The U.S. is still the world’s largest domestic luxury market: consumers spent 48 billion euros on luxury last year. But this is fast being eclipsed by emerging markets luxury spending at warp speed.

To wit: personal spending on luxury goods in mainland China nearly doubled between 2009 and 2011 – to 13 billion euros, according to statistics from Bain and Company. And that’s not the whole picture: when you include Chinese shoppers in Hong Kong, Macao and Taiwan (where prices are lower) and Chinese tourists opening their wallets outside of Asia, the total Chinese luxury spend globally last year is nearly 40 billion euros.

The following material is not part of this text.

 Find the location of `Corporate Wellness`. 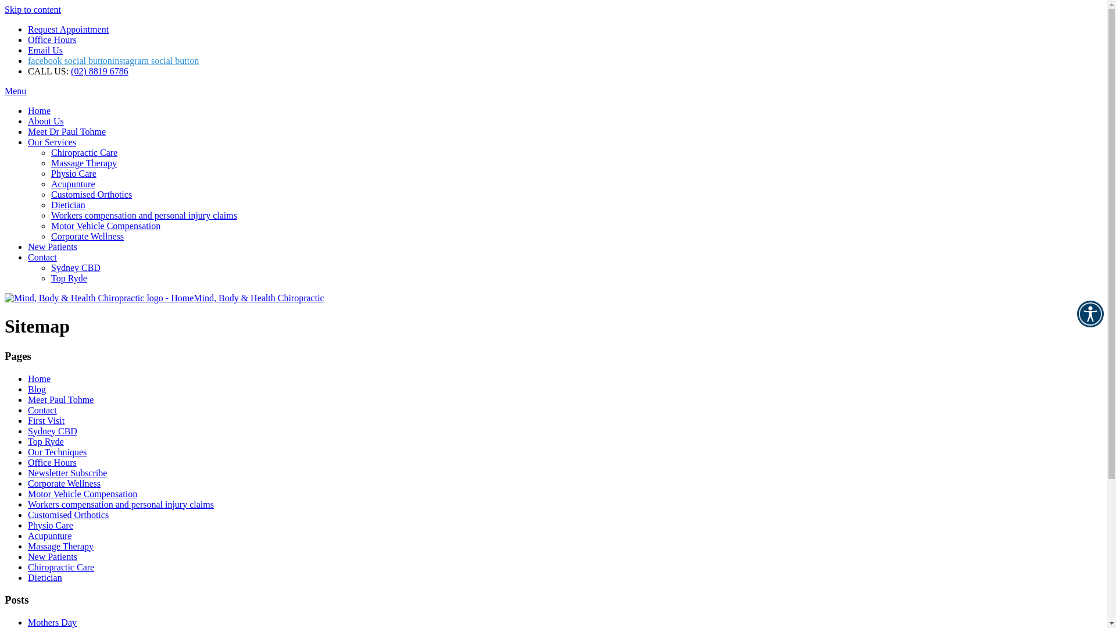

China leads the pack but the rest of the BRICs are booming, too. Luxury goods sales in the Middle East increased 12 percent last year, Brazil saw a 50 percent increase, Russians bought more than 4 billion dollars’ worth of luxury last year. Consumption figures like these are not generated only by the super-rich.

“It’s not only the wealthy customers who are driving these demands,” INSEAD Professor of Organizational Behaviour Frédéric Godart told INSEAD Knowledge. “It’s a sociological phenomenon – the rise of the middle class. That’s when you start thinking of social status and what kind of goods you can buy to show your neighbour that you have some status. These customers want to express more: status and style.”